I knew all this about range hogs, and plenty more; yet I still wasn’t bothered about the job facing me. In fact, I sort of looked forward to it. Working wild hogs was always exciting and generally proved to be a lot of fun.
I guess the main reason I felt this way was because Papa and I had figured out a quick and nearly foolproof way of doing it. We could catch most of the pigs we needed to mark and castrate without ever getting in reach of the old hogs. It took a good hog dog to pull off the trick; but the way Burn Sanderson talked about Old Yeller, I was willing to bet that he was that good.
He was, too. He caught on right away.
We located our first bunch of hogs at a seep spring at the head of a shallow dry wash that led back toward Birdsong Creek. There were seven sows, two long-tushed old bar’ hogs, and fourteen small shoats.
They’d come there to drink and to wallow around in the potholes of soft cool mud.
They caught wind of us about the same time I saw them. The old hogs threw up their snouts and said “Woo-oof!” Then they all tore out for the hills, running through the rocks and brush almost as swiftly and silently as deer.
“Head ’em, Yeller,” I hollered. “Go get ’em boy!”
But it was a waste of words. Old Yeller was done gone.
He streaked down the slant, crossed the draw, and had the tail-end pig caught by the hind leg before the others knew he was after them.
The pig set up a loud squeal. Instantly, all the old hogs wheeled. They came at Old Yeller with their bristles up, roaring and popping their teeth. Yeller held onto his pig until I thought for a se
cond they had him. Then he let go and whirled away, running toward me, but running slow. Slow enough that the old hogs kept chasing him, thinking every second that they were going to catch him the next.

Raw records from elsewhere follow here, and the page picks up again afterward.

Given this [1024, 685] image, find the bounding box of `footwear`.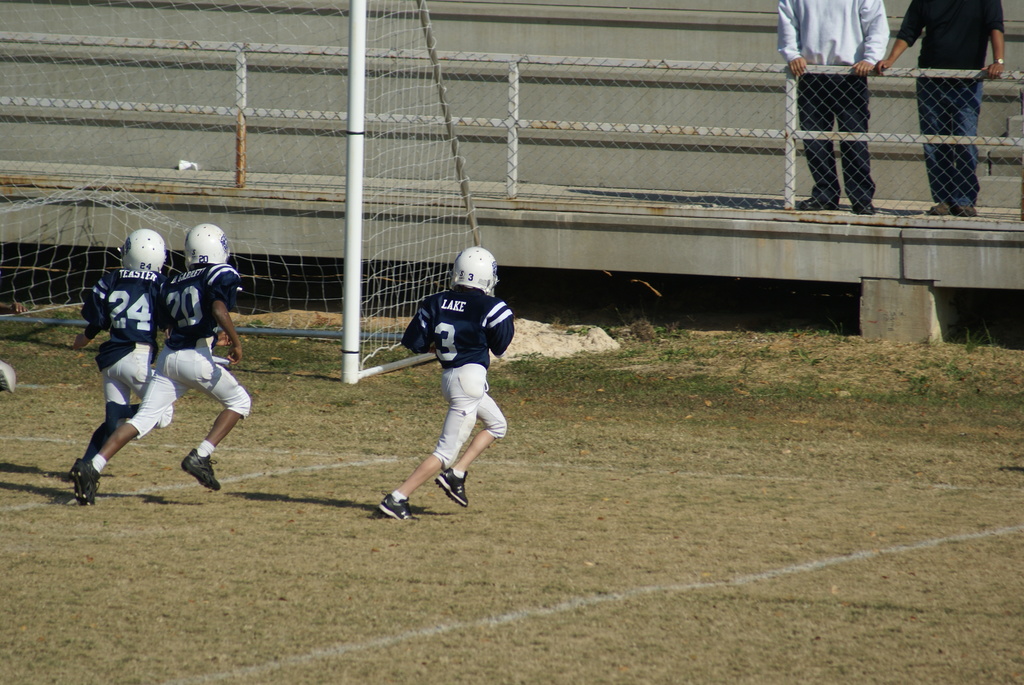
67,455,98,503.
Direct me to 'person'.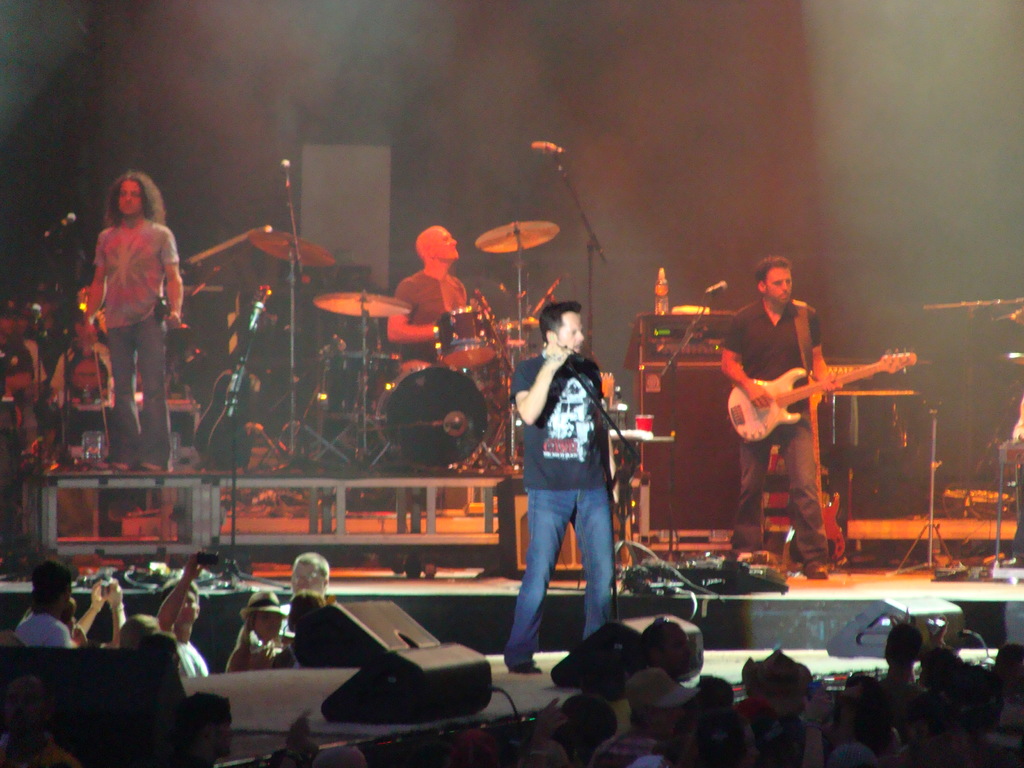
Direction: 385:229:480:372.
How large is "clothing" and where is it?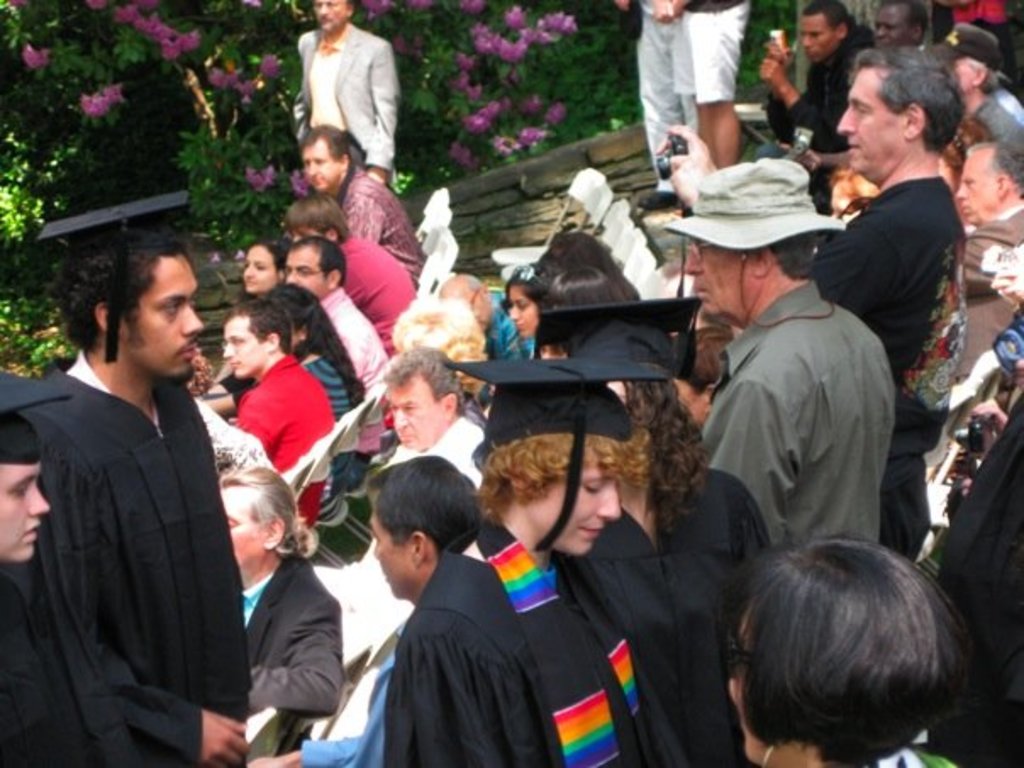
Bounding box: x1=15 y1=300 x2=261 y2=767.
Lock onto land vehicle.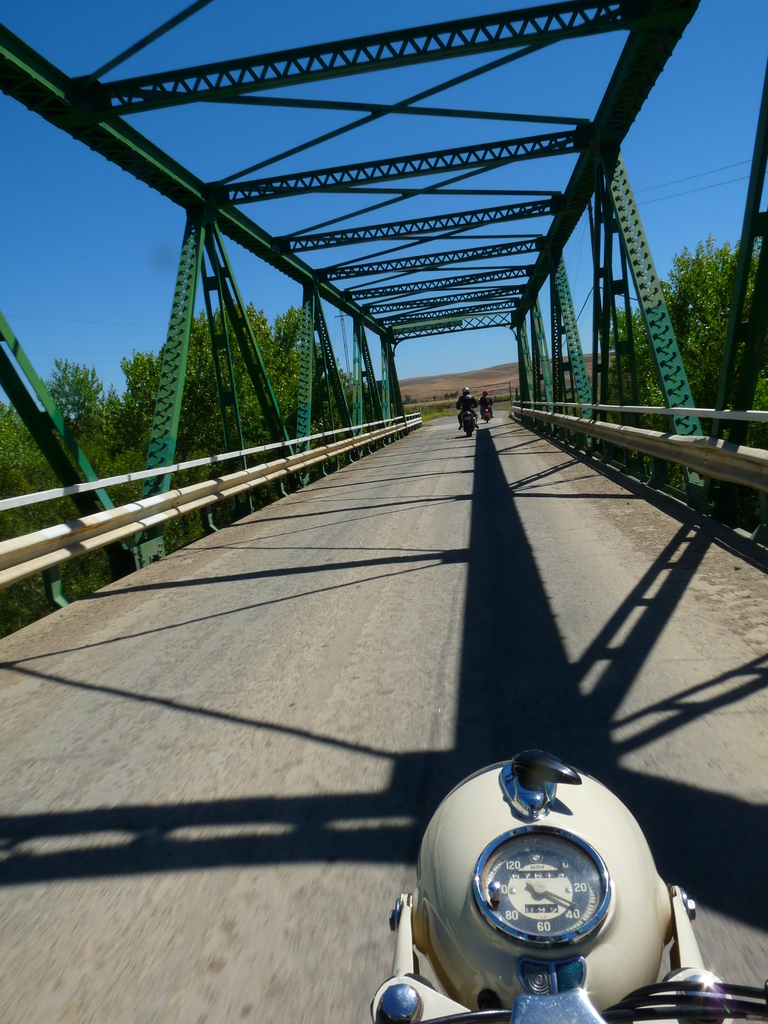
Locked: <region>369, 748, 767, 1023</region>.
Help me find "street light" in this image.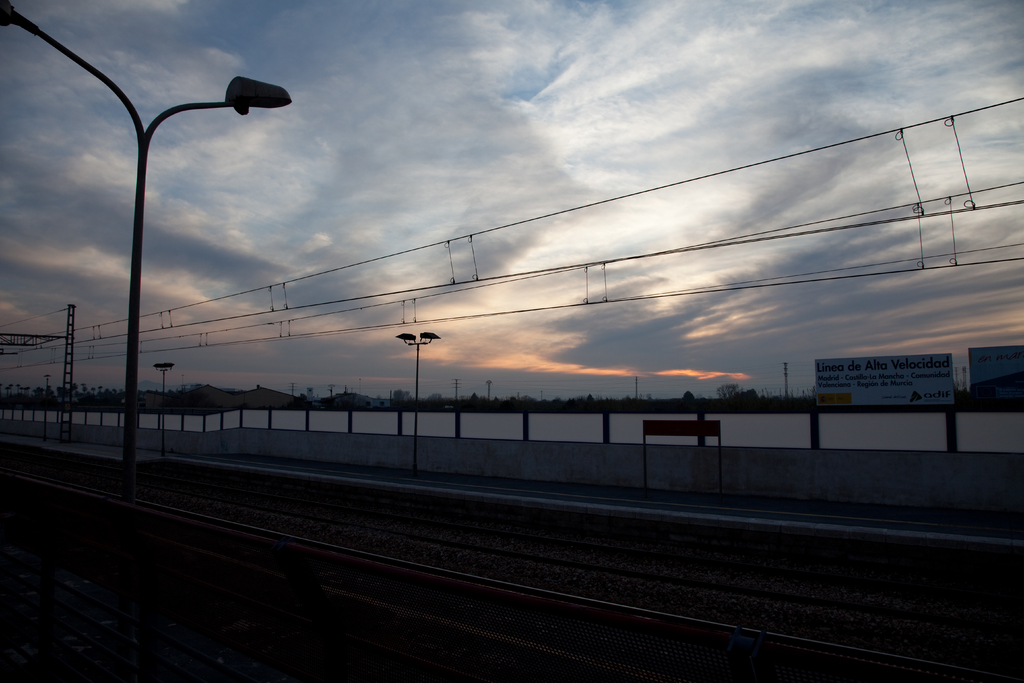
Found it: 10/10/313/493.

When they finally saw that they couldn’t, the old hogs stopped and formed a tight circle. They faced outward around the ring, their rumps to the center where all the squealing pigs were gathered. That way, they were ready to battle anything that wanted to jump on them. That’s the way they were used to fighting bear and panther off from their young, and that’s the way they aimed to fight us off.
But we were too smart, Old Yeller and I. We knew better than to try to break into that tight ring of threatening tushes. Anyhow, we didn’t need to. All we needed was just to move the hogs along to where we wanted them, and Old Yeller already knew how to do this.
Back he went, right up into their faces, where he pestered them with yelling bays and false rushes till they couldn’t stand it. With an angry roar, one of the barrows broke the ring to charge him. Instantly, all the others charged, too.
They were right on Old Yeller again. They were just about to get him. Just let them get a few inches closer, and one of them would slam a four-inch tush into his soft belly.
The thing was, Old Yeller never would let them gain the last few inches on him. They cut and slashed at him from behind and both sides, yet he never was quite there. Always he was just a little bit beyond their reach, yet still so close that they couldn’t help thinking that the next try was sure to get him.
It was a blood-chilling game Old Yeller played with the hogs, but one that you could see he enjoyed by the way he went at it. Give him time, and he’d take that bunch of angry hogs clear down out of the hills and into the pens at home if that’s where I wanted them—never driving them, just leading them along.
But that’s where Papa and I had other hog hunters out-figured. We almost never took our hogs to the pens to work them any more. That took too much time. Also, after we got them penned, there was still the dangerous job of catching the pigs away from the old ones.